The NMBA will no longer publish a list of medicines for prescribing by midwives with a scheduled medicines endorsement. Midwives who hold the endorsement for scheduled medicines are considered by the NMBA to be qualified to:
More information about the endorsement for scheduled medicines for midwives can be found on the NMBA website.
The NMBA publishes summaries of tribunal decisions about nurses and midwives, as professional learning case studies for nurses and midwives. All information in these summaries has been made publicly available by the relevant tribunal before the NMBA publishes its summary.
A tribunal has reprimanded a former nurse and disqualified him from holding registration for four years after he was convicted of serious criminal offences.
For more information, please see the news item.
The Australian Nursing and Midwifery Accreditation Council (ANMAC) is reviewing the Midwife accreditation standards (2014). The standards are used to assess and accredit entry-to-practice midwifery programs of study.
You can have your say in the consultation on the standards by visiting the ANMAC website and completing an online survey by 10 July 2019.
Australia’s health regulators have reminded health practitioners about their responsibility to support public health programs, including vaccination.
Regulators have spoken out to support public safety, given mounting concerns about a five-year high in measles cases and an early spike in flu cases this year.
AHPRA and the National Boards for 16 professions have urged more than 740,000 registered health practitioners to take seriously their responsibilities for public health, including by helping patients to be protected from preventable illnesses.
AHPRA CEO Martin Fletcher reminded practitioners that supporting public health programs, including vaccination and immunisation, and not promoting anti-vaccination views were regulatory responsibilities.
‘Registered health practitioners have a regulatory responsibility to support patients to understand the evidence-based information available,’ Mr Fletcher said.
National Boards set codes, standards and guidelines, including about protecting and promoting the health of individuals and the community, which they expect registered health practitioners to meet.

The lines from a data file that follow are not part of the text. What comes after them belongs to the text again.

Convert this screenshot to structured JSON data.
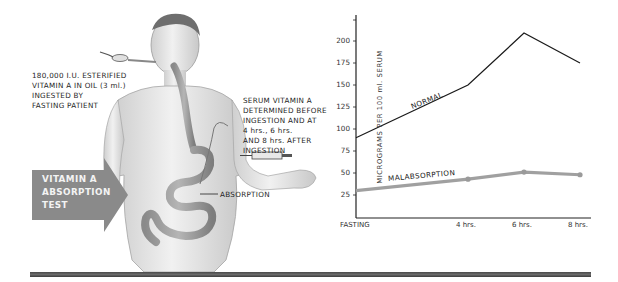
{
  "illustration": {
    "ingestion_caption": [
      "180,000 I.U. ESTERIFIED",
      "VITAMIN A IN OIL (3 ml.)",
      "INGESTED BY",
      "FASTING PATIENT"
    ],
    "serum_caption": [
      "SERUM VITAMIN A",
      "DETERMINED BEFORE",
      "INGESTION AND AT",
      "4 hrs., 6 hrs.",
      "AND 8 hrs. AFTER",
      "INGESTION"
    ],
    "absorption_label": "ABSORPTION",
    "test_arrow": [
      "VITAMIN A",
      "ABSORPTION",
      "TEST"
    ],
    "arrow_color": "#8a8a8a"
  },
  "chart_data": {
    "type": "line",
    "title": "",
    "xlabel": "",
    "ylabel": "MICROGRAMS PER 100 ml. SERUM",
    "categories": [
      "FASTING",
      "4 hrs.",
      "6 hrs.",
      "8 hrs."
    ],
    "x_positions_hours": [
      0,
      4,
      6,
      8
    ],
    "yticks": [
      25,
      50,
      75,
      100,
      125,
      150,
      175,
      200
    ],
    "ylim": [
      0,
      225
    ],
    "grid": false,
    "legend": "inline labels on lines",
    "series": [
      {
        "name": "NORMAL",
        "values": [
          90,
          150,
          209,
          175
        ],
        "color": "#1a1a1a"
      },
      {
        "name": "MALABSORPTION",
        "values": [
          30,
          43,
          51,
          48
        ],
        "color": "#a0a0a0"
      }
    ]
  }
}
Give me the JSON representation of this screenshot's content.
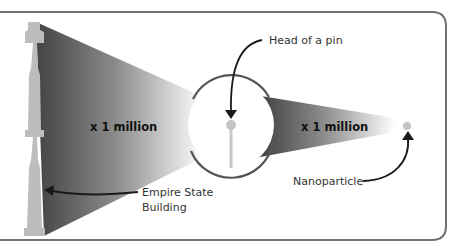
{
  "diagram": {
    "labels": {
      "scale_left": "x 1 million",
      "scale_right": "x 1 million",
      "pin": "Head of a pin",
      "nanoparticle": "Nanoparticle",
      "building_line1": "Empire State",
      "building_line2": "Building"
    },
    "colors": {
      "frame": "#6e6e6e",
      "cone_dark": "#4a4a4a",
      "cone_light": "#ffffff",
      "building": "#bdbdbd",
      "pin": "#c4c4c4",
      "arrow": "#1a1a1a",
      "text": "#333333"
    }
  }
}
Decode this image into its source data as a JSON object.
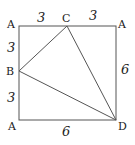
{
  "diagram": {
    "type": "geometry",
    "shape": "square with inscribed triangle BCD",
    "points": {
      "A_top_left": {
        "label": "A",
        "x": 19,
        "y": 26
      },
      "A_top_right": {
        "label": "A",
        "x": 116,
        "y": 26
      },
      "A_bottom_left": {
        "label": "A",
        "x": 19,
        "y": 120
      },
      "D": {
        "label": "D",
        "x": 116,
        "y": 120
      },
      "C": {
        "label": "C",
        "x": 67,
        "y": 26
      },
      "B": {
        "label": "B",
        "x": 19,
        "y": 71
      }
    },
    "lengths": {
      "top_left_segment": "3",
      "top_right_segment": "3",
      "left_upper_segment": "3",
      "left_lower_segment": "3",
      "right_side": "6",
      "bottom_side": "6"
    },
    "line_color": "#555555"
  }
}
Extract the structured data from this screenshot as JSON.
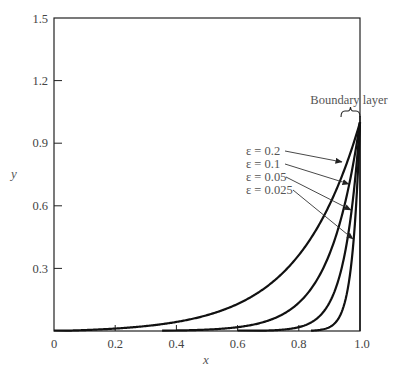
{
  "chart_data": {
    "type": "line",
    "title": "",
    "xlabel": "x",
    "ylabel": "y",
    "xlim": [
      0,
      1.0
    ],
    "ylim": [
      0,
      1.5
    ],
    "grid": false,
    "legend": "none (curves labeled by arrows)",
    "x_ticks": [
      "0",
      "0.2",
      "0.4",
      "0.6",
      "0.8",
      "1.0"
    ],
    "y_ticks": [
      "0.3",
      "0.6",
      "0.9",
      "1.2",
      "1.5"
    ],
    "formula_note": "curves approximate y = (exp(x/eps) - 1)/(exp(1/eps) - 1)",
    "series": [
      {
        "name": "ε = 0.2",
        "eps": 0.2,
        "x": [
          0,
          0.2,
          0.4,
          0.6,
          0.8,
          0.9,
          1.0
        ],
        "y": [
          0.0,
          0.01,
          0.04,
          0.13,
          0.37,
          0.61,
          1.0
        ]
      },
      {
        "name": "ε = 0.1",
        "eps": 0.1,
        "x": [
          0.4,
          0.6,
          0.8,
          0.9,
          0.95,
          1.0
        ],
        "y": [
          0.0,
          0.02,
          0.14,
          0.37,
          0.61,
          1.0
        ]
      },
      {
        "name": "ε = 0.05",
        "eps": 0.05,
        "x": [
          0.6,
          0.8,
          0.9,
          0.95,
          1.0
        ],
        "y": [
          0.0,
          0.02,
          0.14,
          0.37,
          1.0
        ]
      },
      {
        "name": "ε = 0.025",
        "eps": 0.025,
        "x": [
          0.85,
          0.9,
          0.95,
          0.975,
          1.0
        ],
        "y": [
          0.0,
          0.02,
          0.14,
          0.37,
          1.0
        ]
      }
    ],
    "annotations": [
      {
        "text": "Boundary layer",
        "target": "thin region near x = 1 (brace)"
      },
      {
        "text": "ε = 0.2",
        "arrow_to": "ε = 0.2 curve"
      },
      {
        "text": "ε = 0.1",
        "arrow_to": "ε = 0.1 curve"
      },
      {
        "text": "ε = 0.05",
        "arrow_to": "ε = 0.05 curve"
      },
      {
        "text": "ε = 0.025",
        "arrow_to": "ε = 0.025 curve"
      }
    ]
  },
  "labels": {
    "xlabel": "x",
    "ylabel": "y",
    "boundary_layer": "Boundary layer",
    "x_ticks": [
      "0",
      "0.2",
      "0.4",
      "0.6",
      "0.8",
      "1.0"
    ],
    "y_ticks": [
      "0.3",
      "0.6",
      "0.9",
      "1.2",
      "1.5"
    ],
    "curve_labels": [
      "ε = 0.2",
      "ε = 0.1",
      "ε = 0.05",
      "ε = 0.025"
    ]
  },
  "colors": {
    "curve": "#111111",
    "frame": "#222222",
    "text": "#444444",
    "arrow": "#333333"
  }
}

‘Practitioners are of course entitled to hold personal beliefs, but they must ensure that they do not contradict or counter public health campaigns, including about the efficacy or safety of public health initiatives,’ he said.
If practitioners do not comply and meet the professional standards set by their National Board, regulators can and do take action.
National Boards and AHPRA have taken action to manage risk to the public in response to a number of concerns raised about practitioners (including medical practitioners, nurses and chiropractors) who have advocated against evidence-based vaccination programs. This has included restricting practitioners’ practice pending further investigation, when there was a serious risk to the public.
Read the media release on the AHPRA website.
From 1 June 2019, AHPRA and National Boards are required to comply with the Information Publication Scheme (IPS) established under the Freedom of Information Act 1982 (Cth). The IPS promotes openness and transparency and aims to reduce the number of Freedom of Information applications through the proactive publication of information. This requires that certain information and documents be made publicly available.
AHPRA and National Boards have worked together to implement the IPS and information has been recently published about it on the AHPRA website.